Anyway, President Grant orders Will Arnett to go and find Jonah Hex, ex-Confederate and bounty hunter, because he’s apparently the only person that can crack this case and save the free world. But it never seems like Jonah Hex is actually needed to do anything, The army seems to find John Malkovich’s Koopa Cannon just fine by the end without any kind of input from our hero.

The less said about Jonah Hex’s magical powers, the better. It includes way too much backstory and there are way too many weird rules spit out by Brolin’s grumbling expository narrative in one short scene for us to make any sense of it.
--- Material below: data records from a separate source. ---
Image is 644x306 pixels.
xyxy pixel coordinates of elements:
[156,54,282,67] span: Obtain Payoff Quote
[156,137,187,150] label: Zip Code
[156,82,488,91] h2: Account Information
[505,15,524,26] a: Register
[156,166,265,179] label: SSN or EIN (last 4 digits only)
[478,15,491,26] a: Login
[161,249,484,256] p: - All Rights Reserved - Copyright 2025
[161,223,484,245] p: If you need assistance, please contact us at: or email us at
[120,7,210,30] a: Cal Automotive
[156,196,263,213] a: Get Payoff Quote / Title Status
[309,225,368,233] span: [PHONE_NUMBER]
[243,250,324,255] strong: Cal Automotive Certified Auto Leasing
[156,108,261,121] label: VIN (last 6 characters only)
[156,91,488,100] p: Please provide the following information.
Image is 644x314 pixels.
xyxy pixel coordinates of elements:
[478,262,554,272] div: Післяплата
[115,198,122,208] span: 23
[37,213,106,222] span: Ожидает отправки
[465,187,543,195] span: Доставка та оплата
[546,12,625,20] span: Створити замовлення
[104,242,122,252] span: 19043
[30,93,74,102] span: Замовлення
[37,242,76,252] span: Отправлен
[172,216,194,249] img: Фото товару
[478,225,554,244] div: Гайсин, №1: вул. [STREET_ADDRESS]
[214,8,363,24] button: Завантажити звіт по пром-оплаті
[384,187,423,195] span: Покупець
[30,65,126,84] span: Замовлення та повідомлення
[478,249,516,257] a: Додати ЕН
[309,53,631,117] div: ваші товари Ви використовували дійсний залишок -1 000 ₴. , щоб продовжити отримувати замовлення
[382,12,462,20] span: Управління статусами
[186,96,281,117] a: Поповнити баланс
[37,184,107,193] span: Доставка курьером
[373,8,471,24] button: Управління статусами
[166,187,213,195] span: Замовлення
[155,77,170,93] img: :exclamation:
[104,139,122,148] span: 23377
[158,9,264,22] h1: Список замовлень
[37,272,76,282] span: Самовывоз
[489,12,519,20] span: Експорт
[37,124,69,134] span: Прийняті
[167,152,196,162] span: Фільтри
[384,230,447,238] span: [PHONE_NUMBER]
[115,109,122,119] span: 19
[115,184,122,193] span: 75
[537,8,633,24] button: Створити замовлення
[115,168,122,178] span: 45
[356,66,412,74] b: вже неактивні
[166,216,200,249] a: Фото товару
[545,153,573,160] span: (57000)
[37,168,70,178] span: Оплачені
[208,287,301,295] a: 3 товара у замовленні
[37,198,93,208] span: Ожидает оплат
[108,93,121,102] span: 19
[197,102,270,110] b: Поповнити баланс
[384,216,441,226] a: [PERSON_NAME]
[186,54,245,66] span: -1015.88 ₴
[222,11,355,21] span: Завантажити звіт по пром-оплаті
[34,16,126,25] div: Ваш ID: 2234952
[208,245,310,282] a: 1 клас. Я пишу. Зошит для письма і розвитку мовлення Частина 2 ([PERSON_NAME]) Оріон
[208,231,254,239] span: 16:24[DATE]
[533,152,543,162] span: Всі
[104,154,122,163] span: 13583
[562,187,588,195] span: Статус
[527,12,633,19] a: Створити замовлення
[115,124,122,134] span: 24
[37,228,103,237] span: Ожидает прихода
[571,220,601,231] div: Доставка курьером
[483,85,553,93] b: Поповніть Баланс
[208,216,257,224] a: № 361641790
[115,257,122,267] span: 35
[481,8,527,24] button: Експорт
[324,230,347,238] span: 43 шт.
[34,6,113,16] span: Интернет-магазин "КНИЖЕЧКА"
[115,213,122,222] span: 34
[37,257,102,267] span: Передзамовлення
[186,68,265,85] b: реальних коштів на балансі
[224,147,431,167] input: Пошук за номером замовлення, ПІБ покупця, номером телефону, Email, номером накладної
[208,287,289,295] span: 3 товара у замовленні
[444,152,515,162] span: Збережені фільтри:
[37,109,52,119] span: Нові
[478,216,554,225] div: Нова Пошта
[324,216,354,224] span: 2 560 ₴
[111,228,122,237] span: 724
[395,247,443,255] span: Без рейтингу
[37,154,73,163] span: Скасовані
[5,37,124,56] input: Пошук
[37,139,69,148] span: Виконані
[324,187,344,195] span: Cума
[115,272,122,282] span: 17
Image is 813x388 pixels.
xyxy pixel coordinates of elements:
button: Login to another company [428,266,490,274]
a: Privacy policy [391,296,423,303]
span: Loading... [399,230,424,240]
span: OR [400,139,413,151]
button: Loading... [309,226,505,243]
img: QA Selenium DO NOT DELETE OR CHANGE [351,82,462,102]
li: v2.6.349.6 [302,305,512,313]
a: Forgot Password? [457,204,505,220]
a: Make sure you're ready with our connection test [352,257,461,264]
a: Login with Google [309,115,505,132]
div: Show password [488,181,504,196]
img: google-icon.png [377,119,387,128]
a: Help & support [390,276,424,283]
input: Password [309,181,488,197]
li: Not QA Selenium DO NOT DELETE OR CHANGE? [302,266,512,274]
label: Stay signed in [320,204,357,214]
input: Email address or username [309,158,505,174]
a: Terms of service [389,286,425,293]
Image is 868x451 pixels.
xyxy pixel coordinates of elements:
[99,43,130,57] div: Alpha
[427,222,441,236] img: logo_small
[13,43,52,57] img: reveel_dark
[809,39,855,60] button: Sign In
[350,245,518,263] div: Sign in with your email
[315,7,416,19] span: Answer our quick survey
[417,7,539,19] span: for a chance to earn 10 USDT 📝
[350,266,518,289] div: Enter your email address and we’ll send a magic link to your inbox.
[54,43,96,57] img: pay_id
Here’s how you fix that, filmmakers: Jonah Hex can talk to Bruce Willis. That’s it. Don’t clutter it with some weird slow-motion fistfight taking place on Mars or in Hex’s mind or whatever that was supposed to be.
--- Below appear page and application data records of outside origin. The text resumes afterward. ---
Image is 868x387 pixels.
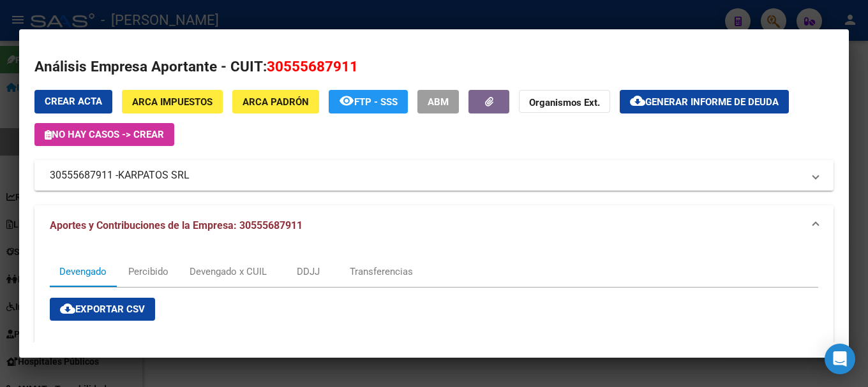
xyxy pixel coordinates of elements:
[339,93,354,108] mat-icon: remove_red_eye
[59,264,106,279] div: Devengado
[243,96,308,108] span: ARCA Padrón
[45,95,102,107] span: Crear Acta
[50,220,303,232] span: Aportes y Contribuciones de la Empresa: 30555687911
[329,90,407,113] button: FTP - SSS
[645,96,778,108] span: Generar informe de deuda
[50,298,155,321] button: Exportar CSV
[354,96,397,108] span: FTP - SSS
[128,264,168,279] div: Percibido
[60,301,75,316] mat-icon: cloud_download
[297,264,319,279] div: DDJJ
[35,90,112,113] button: Crear Acta
[519,90,610,113] button: Organismos Ext.
[45,128,164,140] span: No hay casos -> Crear
[232,90,319,113] button: ARCA Padrón
[35,123,174,146] button: No hay casos -> Crear
[35,205,833,246] mat-expansion-panel-header: Aportes y Contribuciones de la Empresa: 30555687911
[50,168,803,183] mat-panel-title: 30555687911 -
[428,96,449,108] span: ABM
[35,56,833,78] h2: Análisis Empresa Aportante - CUIT:
[529,97,600,108] strong: Organismos Ext.
[118,168,189,183] span: KARPATOS SRL
[630,93,645,108] mat-icon: cloud_download
[350,264,412,279] div: Transferencias
[824,344,855,374] div: Open Intercom Messenger
[418,90,459,113] button: ABM
[620,90,789,113] button: Generar informe de deuda
[122,90,222,113] button: ARCA Impuestos
[132,96,212,108] span: ARCA Impuestos
[60,303,145,315] span: Exportar CSV
[189,264,267,279] div: Devengado x CUIL
[35,160,833,191] mat-expansion-panel-header: 30555687911 -KARPATOS SRL
[267,58,358,74] span: 30555687911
Director Jimmy Hayward’s only other directing credit is the animated Horton Hears a Who!, and Jonah Hex makes clear that he should turn right around and head back to being an animator. Apparently director Francis Lawrence was brought in for some heavy reshoots. Maybe the movie could have been good, if you did the following: find the people who did production design on Hellboy (it’s very hard to make the Wild West look dull), have Lawrence direct the whole thing, make it basically like Constantine and Punisher: War Zone by way of Sergio Leone, and voila, halfway decent movie. Basically, to improve this movie, you need to change just about every single aspect of it. That is not a good thing.

Again, the short length is probably the movie’s only blessing. Had I been crossing the 90 minute mark, I would have been begging for sweet, sweet release with every dynamite-launching pistol fired.

I don’t know much about Jonah Hex even within his own comics, but if you can’t do better than a 22-minute episode of Batman: The Animated Series which featured Hex in a flashback with Ra’s Al Ghul, steam airships, Malcolm McDowell and fucking ninjas, what are you even trying to accomplish? Why does your movie exist?

World 8-Hex

BOTTOM LINE: Dumb, annoying, nonsensical, ugly. Extra point awarded for a scene where Josh Brolin vomits out a crow, and an extra half point for Lance Reddick’s character’s incredibly inane line, “Happy Fourth of July, son.” Do not waste your time. Not even bad in that “so bad it’s great” vibe. Just awful.